In Look Out Below! we use a lot of tiled textures which are great because they take up very little memory but still provide plenty of texture resolution, normally a building with have the same texture tiled across it 20 times or so, quick example below.

But a big part or reducing draw calls is atlasing, as each tiled texture requires a different material and therefore a different draw call, even if its applied to the same mesh (on a submesh), where as with atlasing many textures are combined together into one big texture, and the meshes UVs are moved to the correct part of the texture (this is what Unity's lightmaps are, large texture atlases that contain and combine many small textures generated for each mesh), for example our trees use a single texture.

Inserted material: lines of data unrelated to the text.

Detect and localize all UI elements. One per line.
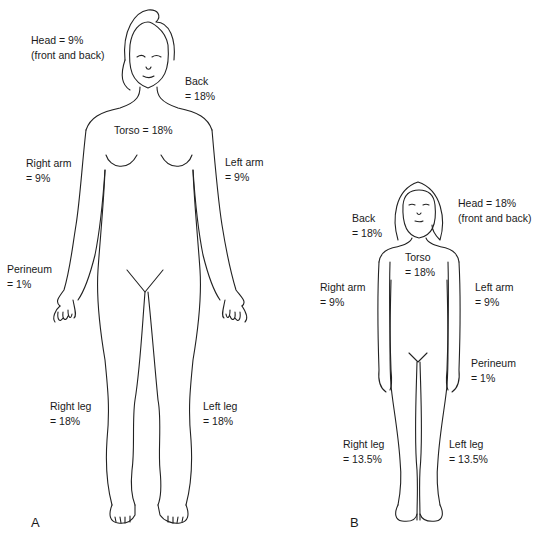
child-right-arm-label-name: Right arm	[320, 280, 366, 295]
child-perineum-label-name: Perineum	[471, 356, 516, 371]
adult-left-arm-label-name: Left arm	[225, 155, 264, 170]
child-head-label-note: (front and back)	[458, 211, 532, 226]
adult-back-label-value: = 18%	[185, 89, 215, 104]
adult-right-leg-label-value: = 18%	[50, 414, 91, 429]
adult-left-arm-label-value: = 9%	[225, 170, 264, 185]
child-torso-label: Torso = 18%	[405, 250, 435, 280]
child-head-label: Head = 18% (front and back)	[458, 196, 532, 226]
child-left-leg-label-name: Left leg	[449, 437, 488, 452]
panel-label-b: B	[350, 515, 359, 530]
adult-left-leg-label-name: Left leg	[203, 399, 237, 414]
child-perineum-label-value: = 1%	[471, 371, 516, 386]
adult-left-leg-label-value: = 18%	[203, 414, 237, 429]
adult-left-arm-label: Left arm = 9%	[225, 155, 264, 185]
adult-body-outline	[54, 10, 247, 523]
adult-right-arm-label-value: = 9%	[26, 171, 72, 186]
panel-label-a: A	[31, 515, 40, 530]
child-left-leg-label: Left leg = 13.5%	[449, 437, 488, 467]
child-right-arm-label: Right arm = 9%	[320, 280, 366, 310]
adult-perineum-label-value: = 1%	[7, 277, 52, 292]
adult-perineum-label: Perineum = 1%	[7, 262, 52, 292]
child-left-arm-label-name: Left arm	[475, 280, 514, 295]
child-left-leg-label-value: = 13.5%	[449, 452, 488, 467]
adult-torso-label: Torso = 18%	[114, 123, 173, 138]
child-back-label-value: = 18%	[352, 226, 382, 241]
child-right-leg-label-value: = 13.5%	[343, 452, 384, 467]
child-torso-label-value: = 18%	[405, 265, 435, 280]
adult-right-arm-label-name: Right arm	[26, 156, 72, 171]
child-left-arm-label-value: = 9%	[475, 295, 514, 310]
adult-back-label: Back = 18%	[185, 74, 215, 104]
child-right-leg-label: Right leg = 13.5%	[343, 437, 384, 467]
adult-right-leg-label-name: Right leg	[50, 399, 91, 414]
adult-right-leg-label: Right leg = 18%	[50, 399, 91, 429]
adult-head-label-name: Head = 9%	[31, 33, 105, 48]
adult-left-leg-label: Left leg = 18%	[203, 399, 237, 429]
child-head-label-name: Head = 18%	[458, 196, 532, 211]
child-back-label-name: Back	[352, 211, 382, 226]
adult-right-arm-label: Right arm = 9%	[26, 156, 72, 186]
adult-torso-label-name: Torso = 18%	[114, 123, 173, 138]
adult-head-label-note: (front and back)	[31, 48, 105, 63]
child-right-leg-label-name: Right leg	[343, 437, 384, 452]
adult-back-label-name: Back	[185, 74, 215, 89]
adult-head-label: Head = 9% (front and back)	[31, 33, 105, 63]
child-left-arm-label: Left arm = 9%	[475, 280, 514, 310]
child-back-label: Back = 18%	[352, 211, 382, 241]
child-perineum-label: Perineum = 1%	[471, 356, 516, 386]
child-body-outline	[378, 182, 460, 521]
child-torso-label-name: Torso	[405, 250, 435, 265]
adult-perineum-label-name: Perineum	[7, 262, 52, 277]
child-right-arm-label-value: = 9%	[320, 295, 366, 310]
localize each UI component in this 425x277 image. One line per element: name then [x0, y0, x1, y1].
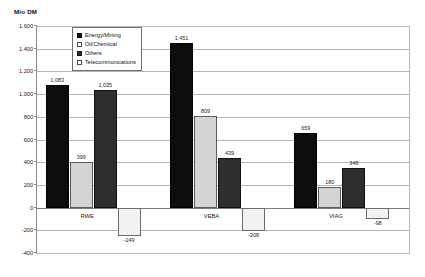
chart-legend: Energy/MiningOil/ChemicalOthersTelecommu…	[72, 27, 142, 71]
bar-value-label: 659	[301, 125, 310, 131]
bar	[94, 90, 117, 207]
y-axis-tick-label: -200	[22, 227, 33, 233]
bar-value-label: 180	[325, 179, 334, 185]
legend-item-label: Others	[85, 51, 102, 57]
y-axis-unit-caption: Mio DM	[14, 8, 37, 15]
bar	[218, 158, 241, 208]
y-axis-tick-mark	[34, 184, 37, 185]
x-axis-category-label: RWE	[80, 213, 93, 219]
bar-value-label: 399	[77, 154, 86, 160]
y-axis-tick-mark	[34, 70, 37, 71]
legend-item: Telecommunications	[77, 58, 136, 67]
bar-value-label: 1,451	[175, 35, 189, 41]
bar	[170, 43, 193, 208]
y-axis-tick-label: 400	[24, 159, 33, 165]
gridline	[37, 208, 410, 209]
bar	[294, 133, 317, 208]
legend-swatch-icon	[77, 51, 82, 56]
y-axis-tick-mark	[34, 161, 37, 162]
bar-value-label: -98	[374, 220, 382, 226]
bar-value-label: 809	[201, 108, 210, 114]
legend-swatch-icon	[77, 33, 82, 38]
legend-item: Oil/Chemical	[77, 40, 136, 49]
bar	[118, 208, 141, 236]
bar-value-label: -249	[124, 237, 135, 243]
legend-item-label: Oil/Chemical	[85, 42, 117, 48]
y-axis-tick-mark	[34, 116, 37, 117]
legend-item-label: Telecommunications	[85, 60, 136, 66]
bar	[366, 208, 389, 219]
y-axis-tick-label: 200	[24, 182, 33, 188]
legend-swatch-icon	[77, 60, 82, 65]
legend-swatch-icon	[77, 42, 82, 47]
bar	[46, 85, 69, 208]
x-axis-category-label: VEBA	[204, 213, 219, 219]
y-axis-tick-mark	[34, 48, 37, 49]
bar	[318, 187, 341, 207]
bar-chart: Mio DM 1.6001.4001.2001.0008006004002000…	[0, 0, 425, 277]
y-axis-tick-mark	[34, 252, 37, 253]
y-axis-tick-mark	[34, 93, 37, 94]
bar	[342, 168, 365, 207]
bar-value-label: -208	[248, 232, 259, 238]
y-axis-tick-label: 600	[24, 137, 33, 143]
gridline	[37, 230, 410, 231]
y-axis-tick-label: 1.000	[19, 91, 33, 97]
y-axis-tick-label: 0	[30, 205, 33, 211]
bar	[194, 116, 217, 208]
y-axis-tick-mark	[34, 207, 37, 208]
y-axis-tick-label: 1.200	[19, 68, 33, 74]
legend-item-label: Energy/Mining	[85, 33, 121, 39]
gridline	[37, 71, 410, 72]
bar	[242, 208, 265, 232]
y-axis-tick-label: 800	[24, 114, 33, 120]
gridline	[37, 253, 410, 254]
legend-item: Energy/Mining	[77, 31, 136, 40]
y-axis-tick-label: 1.600	[19, 23, 33, 29]
y-axis-tick-label: -400	[22, 250, 33, 256]
y-axis-tick-mark	[34, 229, 37, 230]
bar	[70, 162, 93, 207]
bar-value-label: 1,035	[98, 82, 112, 88]
y-axis-tick-mark	[34, 139, 37, 140]
y-axis-tick-mark	[34, 25, 37, 26]
legend-item: Others	[77, 49, 136, 58]
bar-value-label: 348	[349, 160, 358, 166]
y-axis-tick-label: 1.400	[19, 46, 33, 52]
x-axis-category-label: VIAG	[329, 213, 343, 219]
bar-value-label: 1,083	[50, 77, 64, 83]
bar-value-label: 439	[225, 150, 234, 156]
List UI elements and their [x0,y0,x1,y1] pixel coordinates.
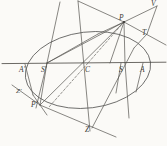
label-S-prime: S' [41,66,46,74]
line-Zprime-Pprime-produced [12,85,116,137]
geometry-figure: A' S' C S A P V T Z' P' Z [0,0,167,146]
chord-Pprime-Sprime [40,2,60,105]
label-P-prime: P' [31,101,37,109]
label-Z: Z [85,126,89,134]
label-P: P [119,14,124,22]
chord-T-to-Z [92,48,134,128]
label-S: S [119,66,123,74]
label-A: A [140,66,145,74]
label-T: T [142,29,146,37]
label-A-prime: A' [19,66,25,74]
label-V: V [151,0,156,8]
label-Z-prime: Z' [16,88,21,95]
line-P-V-T [134,6,157,48]
label-C: C [85,66,90,74]
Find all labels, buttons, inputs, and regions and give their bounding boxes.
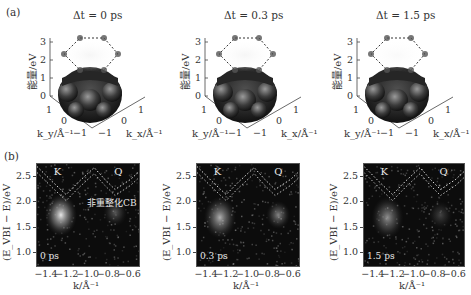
x-tick: −1.0: [76, 268, 99, 279]
kx-tick: 1: [445, 104, 451, 115]
surface-panel-0: Δt = 0 ps 能量/eV: [0, 0, 158, 148]
ky-axis-label: k_y/Å⁻¹: [344, 128, 381, 139]
x-tick: −0.6: [278, 268, 301, 279]
delay-label: 1.5 ps: [367, 251, 395, 261]
ky-tick: −1: [73, 127, 87, 138]
ky-tick: 0: [368, 115, 374, 126]
x-axis-label: k/Å⁻¹: [233, 280, 259, 291]
x-tick: −1.4: [34, 268, 57, 279]
kx-tick: 1: [293, 104, 299, 115]
heatmap-plot-area: K Q 0.3 ps: [196, 163, 300, 267]
ky-axis-label: k_y/Å⁻¹: [192, 128, 229, 139]
surface-panel-2: Δt = 1.5 ps 能量/eV: [313, 0, 471, 148]
y-tick: 1.0: [343, 246, 358, 257]
kx-tick: −1: [405, 127, 419, 138]
ky-tick: 0: [61, 115, 67, 126]
kx-tick: 0: [428, 115, 434, 126]
ky-tick: 1: [46, 104, 52, 115]
z-tick: 3: [40, 36, 46, 47]
panel-b-letter: (b): [4, 150, 19, 162]
x-tick: −1.4: [194, 268, 217, 279]
x-tick: −1.2: [215, 268, 238, 279]
x-tick: −0.6: [118, 268, 141, 279]
kx-tick: 1: [138, 104, 144, 115]
x-tick: −1.0: [236, 268, 259, 279]
y-axis-label: (E_VBI − E)/eV: [328, 184, 339, 261]
z-tick: 2: [40, 54, 46, 65]
y-tick: 2.0: [343, 195, 358, 206]
z-tick: 2: [347, 54, 353, 65]
valley-label-k: K: [214, 166, 221, 177]
heatmap-plot-area: K Q 1.5 ps: [363, 163, 465, 267]
z-tick: 0: [40, 90, 46, 101]
y-tick: 1.5: [176, 221, 191, 232]
z-tick: 2: [195, 54, 201, 65]
delay-label: 0 ps: [40, 251, 59, 261]
surface-plot: [313, 0, 471, 148]
z-tick: 3: [195, 36, 201, 47]
kx-axis-label: k_x/Å⁻¹: [126, 128, 163, 139]
x-tick: −0.8: [257, 268, 280, 279]
y-tick: 1.0: [16, 246, 31, 257]
z-tick: 1: [347, 72, 353, 83]
y-tick: 2.5: [16, 170, 31, 181]
ky-axis-label: k_y/Å⁻¹: [37, 128, 74, 139]
delay-label: 0.3 ps: [200, 251, 228, 261]
ky-tick: −1: [228, 127, 242, 138]
z-tick: 1: [40, 72, 46, 83]
z-tick: 3: [347, 36, 353, 47]
ky-tick: −1: [380, 127, 394, 138]
heatmap-plot-area: K Q 非重整化CB 0 ps: [36, 163, 140, 267]
y-tick: 2.0: [176, 195, 191, 206]
surface-panel-1: Δt = 0.3 ps 能量/eV: [161, 0, 319, 148]
y-tick: 2.5: [176, 170, 191, 181]
kx-axis-label: k_x/Å⁻¹: [433, 128, 470, 139]
y-tick: 1.5: [16, 221, 31, 232]
valley-label-k: K: [54, 166, 61, 177]
cb-annotation: 非重整化CB: [87, 196, 137, 209]
valley-label-q: Q: [440, 166, 448, 177]
y-tick: 1.0: [176, 246, 191, 257]
x-axis-label: k/Å⁻¹: [399, 280, 425, 291]
x-tick: −0.8: [97, 268, 120, 279]
kx-tick: 0: [121, 115, 127, 126]
y-tick: 2.5: [343, 170, 358, 181]
valley-label-k: K: [380, 166, 387, 177]
x-axis-label: k/Å⁻¹: [73, 280, 99, 291]
surface-plot: [161, 0, 319, 148]
kx-tick: −1: [98, 127, 112, 138]
y-tick: 2.0: [16, 195, 31, 206]
kx-tick: −1: [253, 127, 267, 138]
surface-plot: [0, 0, 158, 148]
ky-tick: 1: [353, 104, 359, 115]
x-tick: −0.6: [443, 268, 466, 279]
valley-label-q: Q: [274, 166, 282, 177]
kx-tick: 0: [276, 115, 282, 126]
z-tick: 0: [195, 90, 201, 101]
y-axis-label: (E_VBI − E)/eV: [161, 184, 172, 261]
valley-label-q: Q: [114, 166, 122, 177]
z-tick: 1: [195, 72, 201, 83]
y-axis-label: (E_VBI − E)/eV: [1, 184, 12, 261]
ky-tick: 0: [216, 115, 222, 126]
y-tick: 1.5: [343, 221, 358, 232]
z-tick: 0: [347, 90, 353, 101]
x-tick: −1.2: [55, 268, 78, 279]
ky-tick: 1: [201, 104, 207, 115]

Unfortunately, tiled textures and texture atlases don't mix well, tiling relies on continuous UVs that go beyond the normal 0,1 UV range, and atlasing relies on each mesh having its UVs confined to a small area of the UV range and texture. My solution was to tile and mirror within a smaller UV range using a shader which uses vertex colors to specify a range to tile in.

For the texture I simply placed all the tiled textures in a row (this can lead to non square texture sizes but I'm just letting Unity upscale them for now). This texture was previously 4 different textures requiring 4 different materials.

Then in my 3D package I have multiple materials assigned to a mesh that have a name like "WindowMat_4_4" or "CobbledRoadMat_1_4", here the first number indicates which section of the texture the tile we want to use is and the second number indicated the total number of tiles. I also have a custom attriubute called "Unity" with the value "subtile", this is how I tag objects in Unity to edit them during the import phase with a custom AssetPostProcessor and the OnPostprocessGameObjectWithUserProperties method.

On import this tells the importer that faces with this material applied need to have vertex colors applied. In this example faces with "WindowMat_4_4" applied will get the color (0.75, 0, 0.25, 1) as the vertex colors, which in the shader will equate to the last quater of the texture (i.e. texture 4 of 4 assuming the textures are laid out horizontally).

Here it it in action;

Now the building which was previously 4 tiled textures and 4 draw calls can be rendered in one draw call, providing a performance boost without actually sacrificing any quality. One small different between this new mesh and the old one is that while we still use tiling on the Y axis on the X axis it's not tiling anymore its mirroring, this is so that the difference in UV sample position isn't so large as to cause extreme mip-mapping, for us this isn't an issue as our textures are mostly symmetrical on the x axis anyway but it does limit it's usefulness in other situations.

And thats about the jist of it, if you want more info or to try it out in your project you can download the SubTileImporter script and the SubTileX shader that we're using. The code is also written in full on the Popup Asylum blog if you don't want to download but still want to read it.